To transcend or to live in-beyond does not mean to be free of the two different worlds in which one exists but to live in both of them without being bound by either of them. - Jung Young Lee In this work Jung Young Lee proposes a framework that justifies and undergirds development of contextual theologies without becoming itself dominating. Lee aims to address the dilemmas of contextual theology not by moving one or another group from the margin to the center, but by redefining marginality itself as central. Marginality, he contends, is not only the experience of being outside the dominant group or in-between groups, but also "in-beyond"-a holistic, process-oriented definition that highlights the catalytic, transformative potential of living at the creative nexus of worlds. Lee's insight into marginality leads him directly into a new model for contextual theologies that focuses not on historical experience but on creative potential. His chapters work out concretely what such a notion can mean culturally, methodologically, and doctrinally to a movement that professes to follow the very paradigm of creative marginality, Jesus Christ.
As an Asian American, Jung Young Lee is a marginalized person. He is neither fully accepted by Asia nor America. He lives in the in-between (neither/nor), being pushed outward by both worlds. However, he also lives in the in-both (both/and), reaching inward into both worlds. This paradoxical place allows him to be in-beyond: total negation (in-between) and total affirmation (in-both). The fluidity and resistance to complete and stagnant conformity condition him, and other marginals, to participate in the marginal person par excellence: Jesus Christ, the marginal Jew. Jesus was both divinely marginalized (Incarnation) and humanly marginalized (outlier-Jew). Jesus is the "creative core" and the "margin of marginality." Only in and through this marginal God-Man, can redemptive marginal existence flourish and overflow.
As a marginalized person myself, I applaud Jung Young Lee's audacious take on a marginal theology--contra centralist theology. However, there are several theological claims he makes, or jumps to, that I cannot and would not make (whether he would blame my hesitance on my 'centralist-brainwashed-mind' or not cannot be determined nor assumed). He makes questionable claims that invite more question than clarity. But, perhaps, this is part of his assertion that theology should always be work in progress.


## [PROBLEM DETAILS]
Work out how many lines in the data include the string "arrow"; reply with that number alone.

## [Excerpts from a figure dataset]
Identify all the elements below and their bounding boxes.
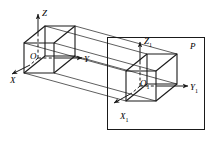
source-cube-edge bbox=[54, 26, 75, 43]
axis-x1-label-sub: 1 bbox=[126, 117, 129, 123]
axes-o bbox=[12, 14, 82, 74]
projection-ray bbox=[24, 73, 126, 101]
figure-canvas: Z Y X O Z1 Y1 X1 O1 P bbox=[0, 0, 215, 145]
axis-y1-label: Y1 bbox=[190, 83, 198, 94]
origin-o-label: O bbox=[30, 52, 37, 61]
axis-x1-label: X1 bbox=[120, 112, 129, 123]
origin-o1-label-sub: 1 bbox=[147, 84, 150, 90]
source-cube-edge bbox=[24, 26, 45, 43]
target-cube-edge bbox=[156, 54, 177, 71]
axis-z1-label: Z1 bbox=[144, 37, 152, 48]
axis-z1-label-sub: 1 bbox=[149, 42, 152, 48]
target-cube bbox=[126, 54, 177, 101]
axis-z-label: Z bbox=[42, 9, 47, 18]
axis-y-label: Y bbox=[84, 55, 89, 64]
axis-y1-label-sub: 1 bbox=[195, 88, 198, 94]
source-cube-edge bbox=[54, 56, 75, 73]
source-cube bbox=[24, 26, 75, 73]
target-cube-edge bbox=[156, 84, 177, 101]
projection-ray bbox=[54, 43, 156, 71]
projection-ray bbox=[45, 26, 147, 54]
projection-ray bbox=[75, 26, 177, 54]
axis-x-label: X bbox=[10, 76, 16, 85]
source-cube-back-face bbox=[45, 26, 75, 56]
origin-o1-label: O1 bbox=[140, 79, 150, 90]
axis-x1-inside bbox=[132, 86, 140, 93]
target-cube-back-face bbox=[147, 54, 177, 84]
target-cube-edge bbox=[126, 54, 147, 71]
plane-p-label: P bbox=[190, 42, 196, 51]
projection-diagram bbox=[0, 0, 215, 145]
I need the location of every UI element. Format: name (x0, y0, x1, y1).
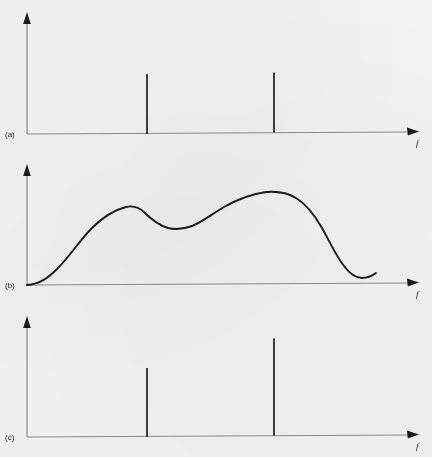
panel-a: (a) f (0, 0, 432, 152)
panel-a-plot: (a) f (0, 0, 432, 152)
spectrum-curve (27, 192, 376, 285)
panel-c: (c) f (0, 310, 432, 457)
right-arrow-icon (407, 431, 419, 439)
panel-c-x-axis (27, 435, 410, 437)
panel-a-x-axis-label: f (416, 138, 420, 148)
panel-b-label: (b) (5, 281, 15, 290)
up-arrow-icon (23, 316, 31, 328)
right-arrow-icon (407, 279, 419, 287)
up-arrow-icon (23, 12, 31, 24)
up-arrow-icon (23, 164, 31, 176)
panel-b-x-axis (27, 283, 410, 285)
panel-b: (b) f (0, 150, 432, 310)
right-arrow-icon (407, 128, 419, 136)
panel-c-label: (c) (5, 433, 15, 442)
panel-a-x-axis (27, 132, 410, 134)
panel-b-x-axis-label: f (416, 289, 420, 299)
panel-b-plot: (b) f (0, 150, 432, 310)
panel-c-x-axis-label: f (416, 441, 420, 451)
panel-a-label: (a) (5, 130, 15, 139)
signal-spectrum-figure: (a) f (b) f (0, 0, 432, 457)
panel-c-plot: (c) f (0, 310, 432, 457)
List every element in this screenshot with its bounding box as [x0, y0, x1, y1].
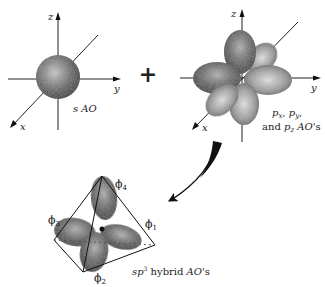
phi1-label: ϕ1	[145, 218, 157, 232]
p-x-label: x	[202, 122, 208, 133]
phi3-label: ϕ3	[48, 214, 60, 228]
p-x-arrow-icon	[192, 122, 199, 130]
s-z-label: z	[47, 11, 54, 22]
p-z-label: z	[230, 8, 237, 19]
hybrid-nucleus	[100, 227, 105, 232]
s-orbital-caption: s AO	[73, 103, 97, 114]
s-y-arrow-icon	[113, 77, 121, 82]
s-z-arrow-icon	[56, 12, 61, 20]
s-y-label: y	[113, 83, 120, 94]
sp3-hybrid-caption: sp3 hybrid AO's	[132, 265, 210, 277]
p-y-arrow-icon	[313, 76, 321, 81]
p-y-label: y	[310, 82, 317, 93]
transformation-arrow	[169, 142, 218, 201]
plus-operator: +	[139, 61, 157, 87]
p-orbitals-panel: z y x px, py, and pz AO's	[180, 8, 321, 142]
p-orbitals-caption-line2: and pz AO's	[262, 121, 321, 134]
phi2-label: ϕ2	[94, 272, 106, 286]
phi4-label: ϕ4	[115, 178, 128, 192]
s-x-label: x	[20, 121, 26, 132]
s-orbital-panel: z y x s AO	[8, 11, 121, 132]
p-orbitals-caption-line1: px, py,	[272, 107, 302, 120]
s-orbital-sphere	[36, 55, 80, 99]
hybridization-diagram: z y x s AO + z y x px, py, and pz AO's	[0, 0, 325, 287]
p-z-arrow-icon	[240, 9, 245, 17]
sp3-hybrid-panel: ϕ1 ϕ2 ϕ3 ϕ4 sp3 hybrid AO's	[48, 175, 210, 286]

## [SOLUTION TO THIS PROBLEM]
12